What needs to be done =>
Retype the material that follows exactly, limited to the lines from the one with "reading: 6.25 in" through the one with "reading: 18.2500 (no unit)", and keep out all pictures.

Listed records =>
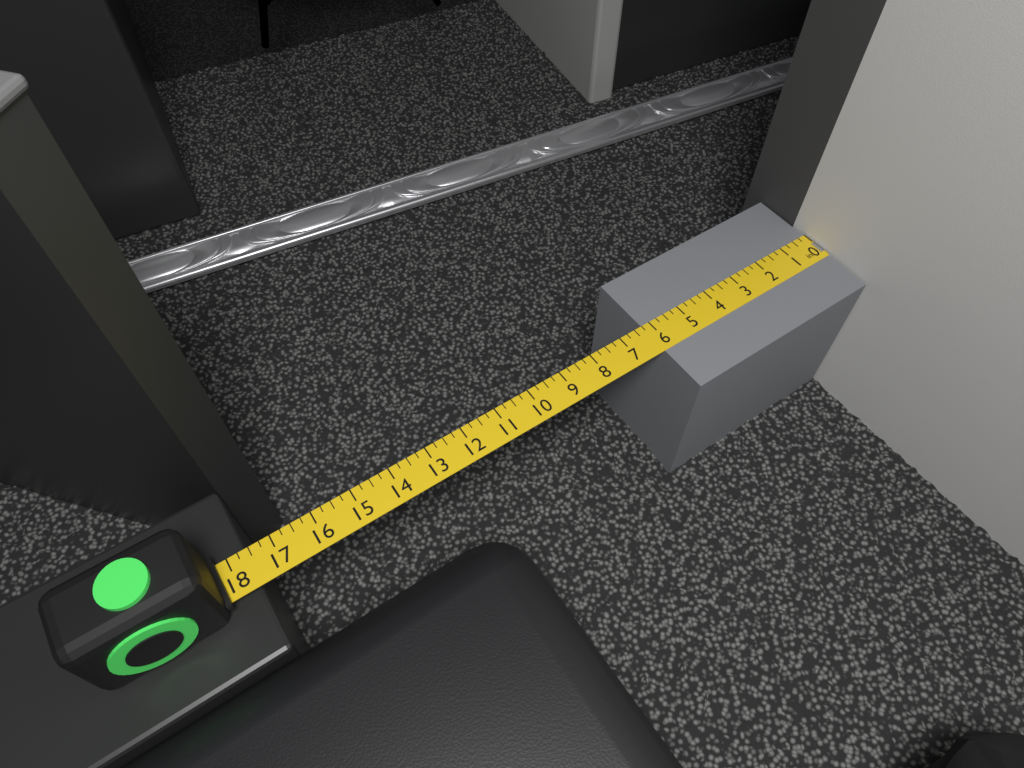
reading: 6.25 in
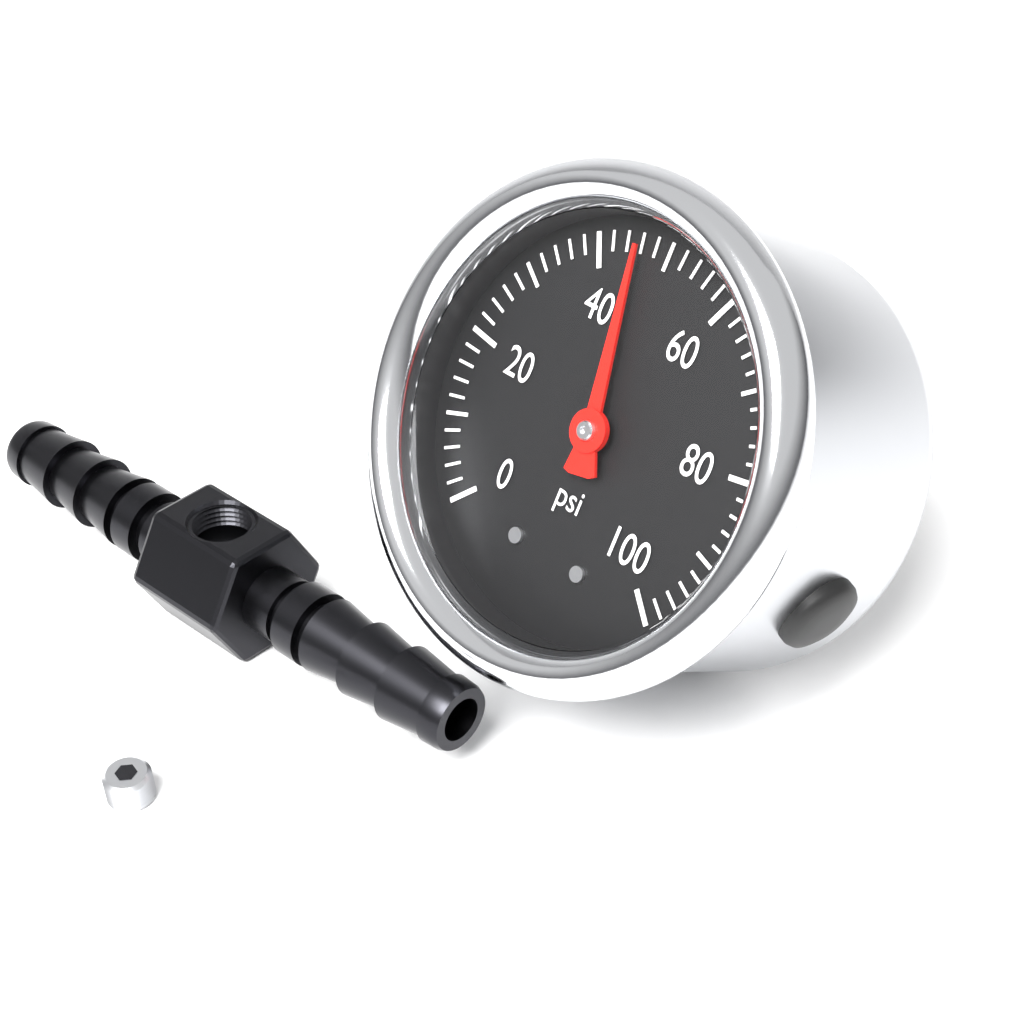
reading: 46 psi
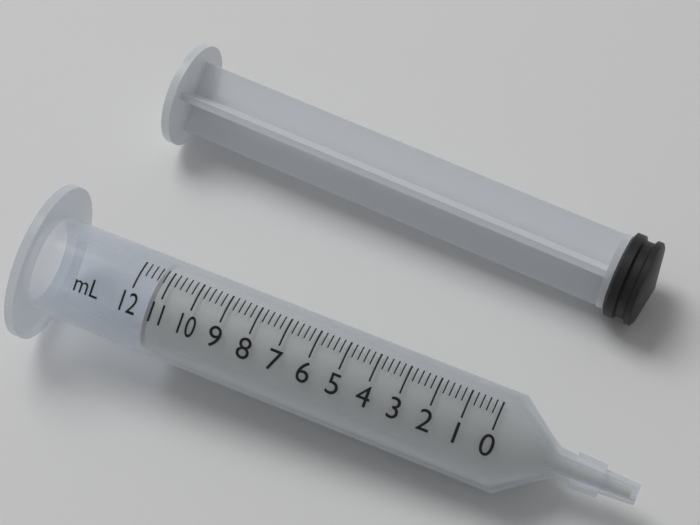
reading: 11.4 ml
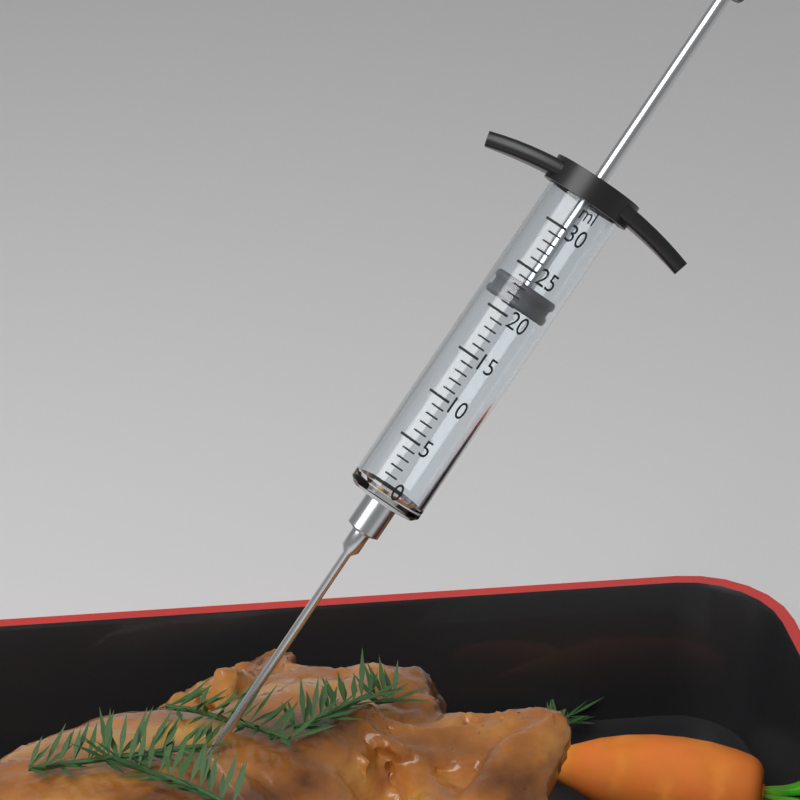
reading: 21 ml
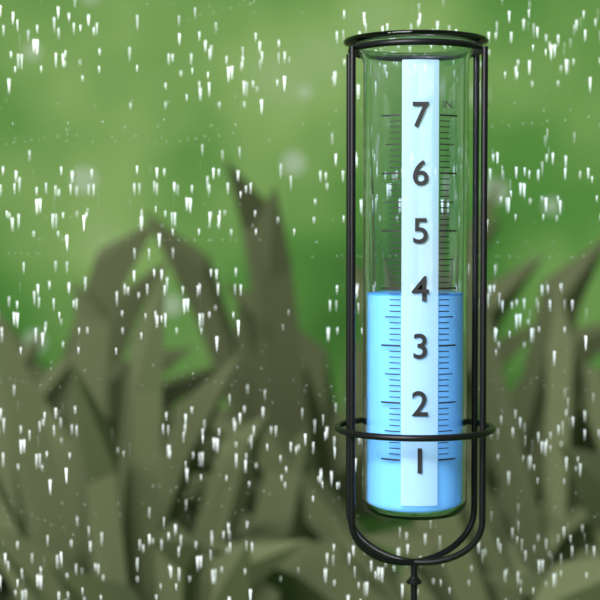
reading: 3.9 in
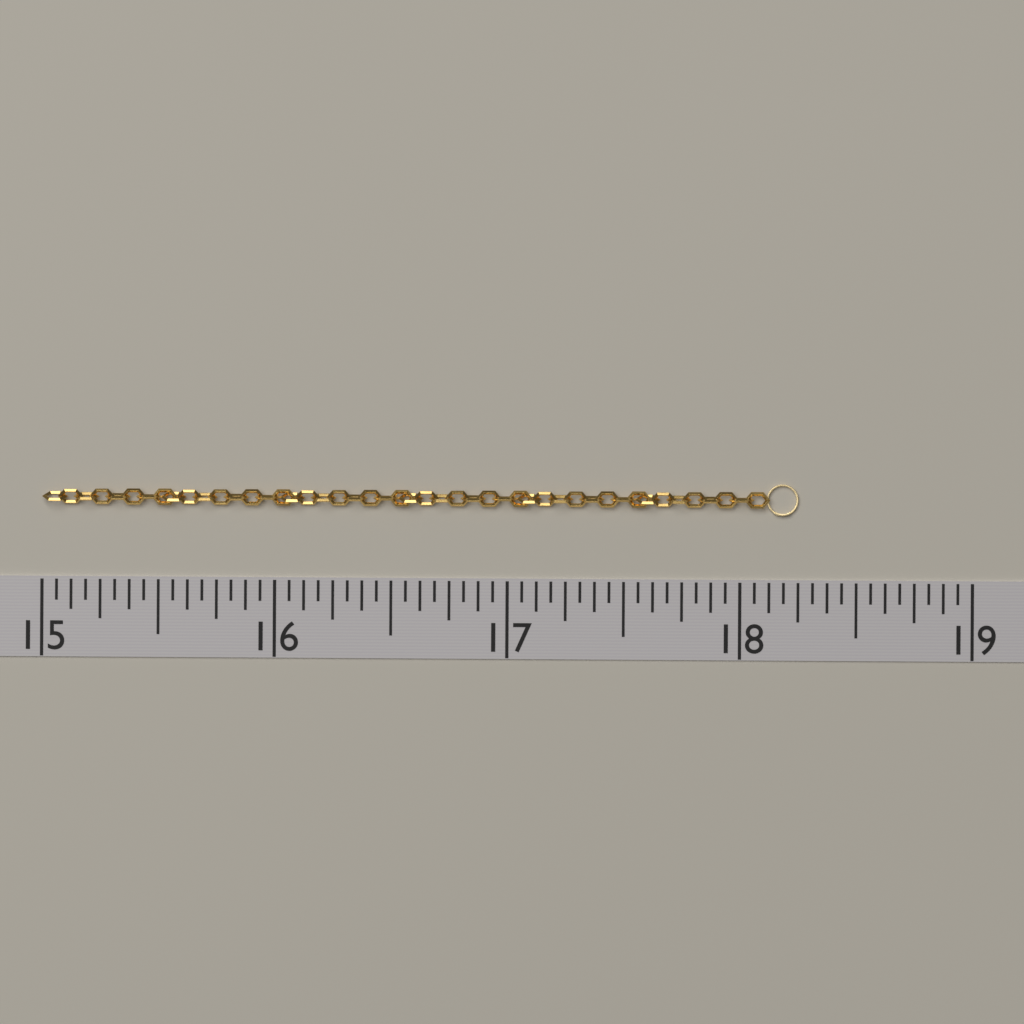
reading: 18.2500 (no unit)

--

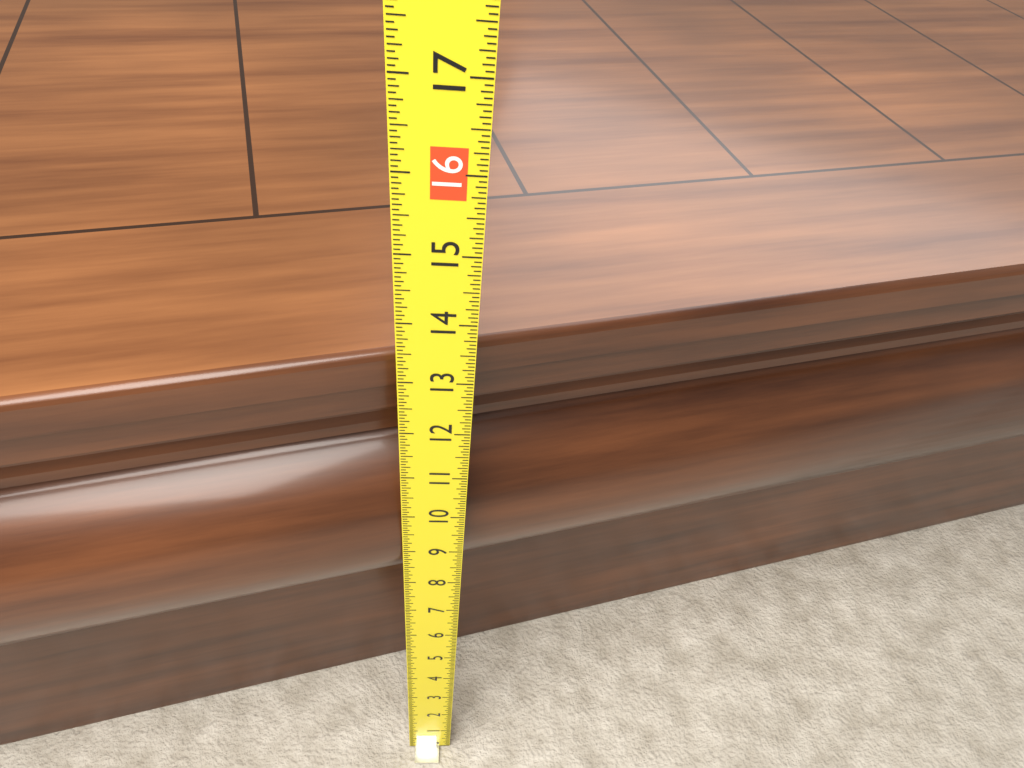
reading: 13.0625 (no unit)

...

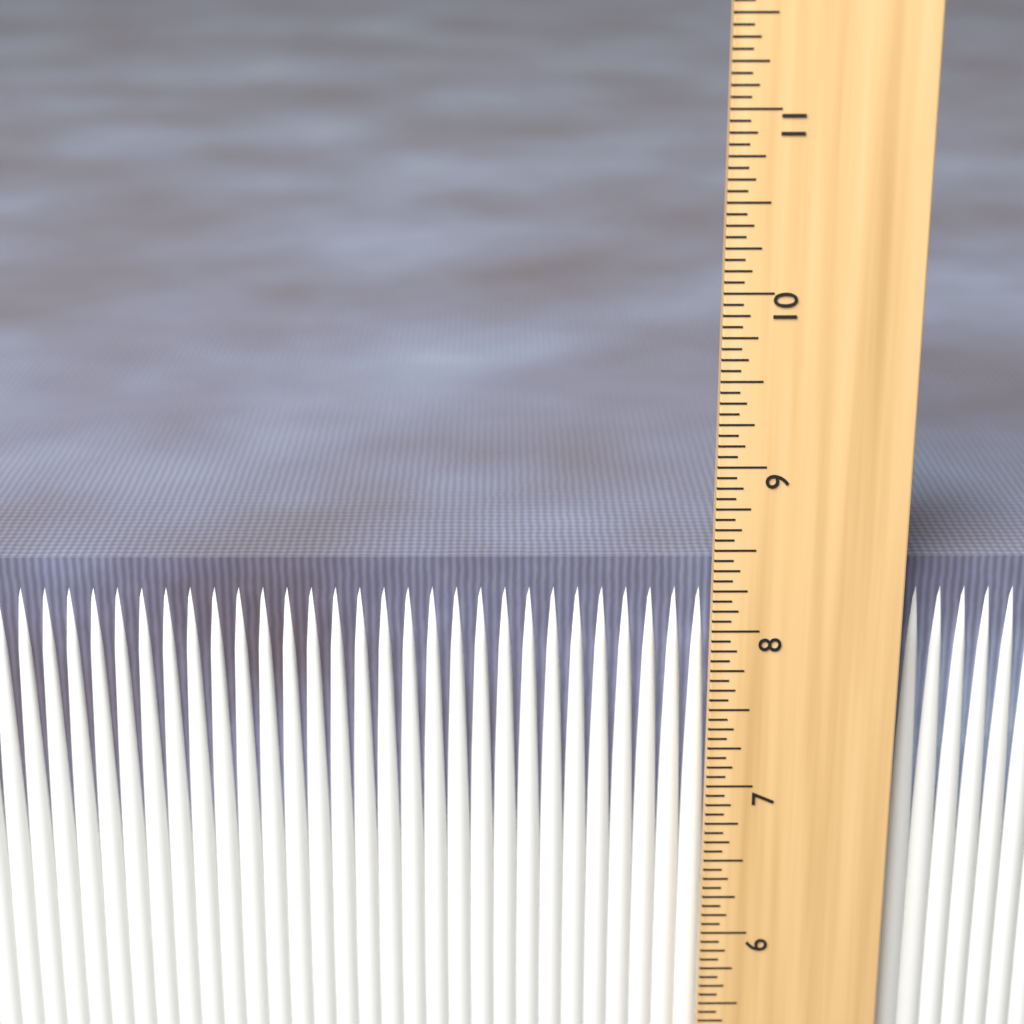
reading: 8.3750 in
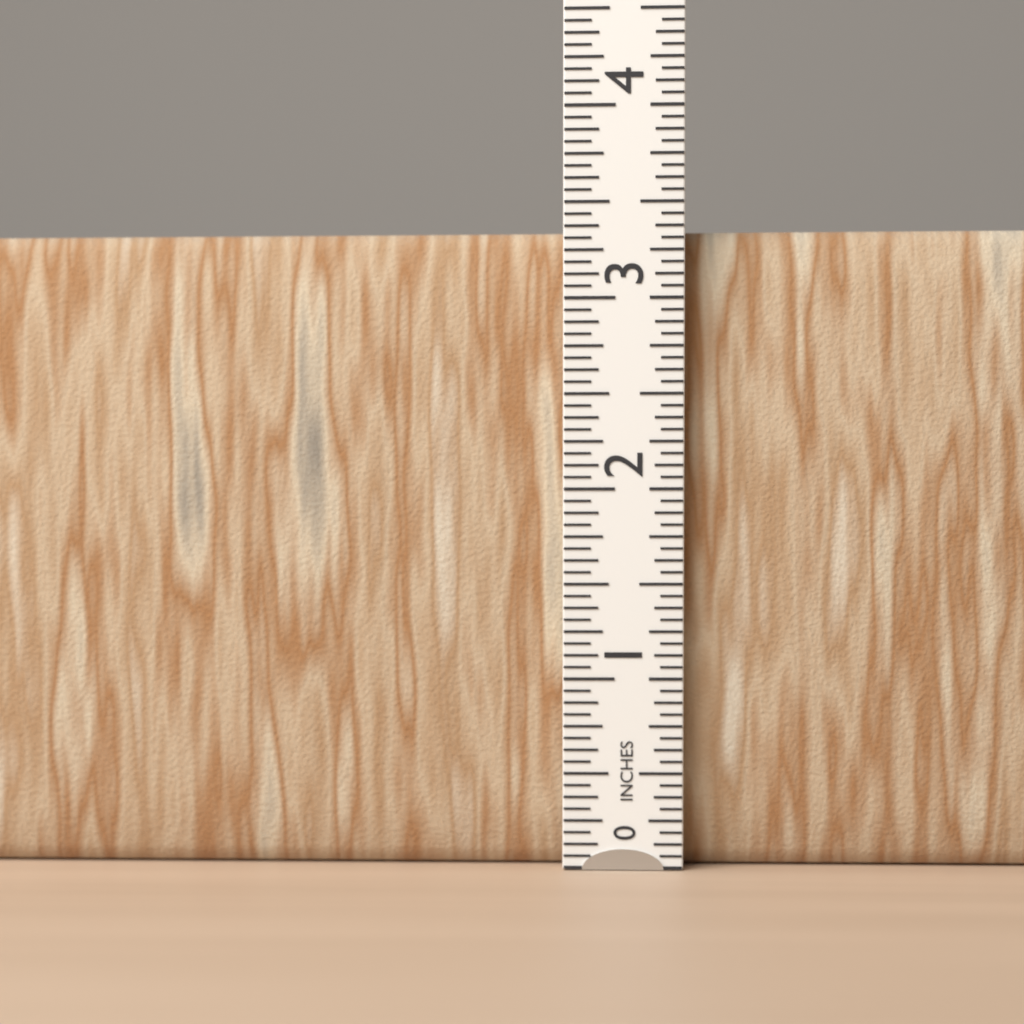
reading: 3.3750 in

Output of the task =>
reading: 6.25 in
reading: 46 psi
reading: 11.4 ml
reading: 21 ml
reading: 3.9 in
reading: 18.2500 (no unit)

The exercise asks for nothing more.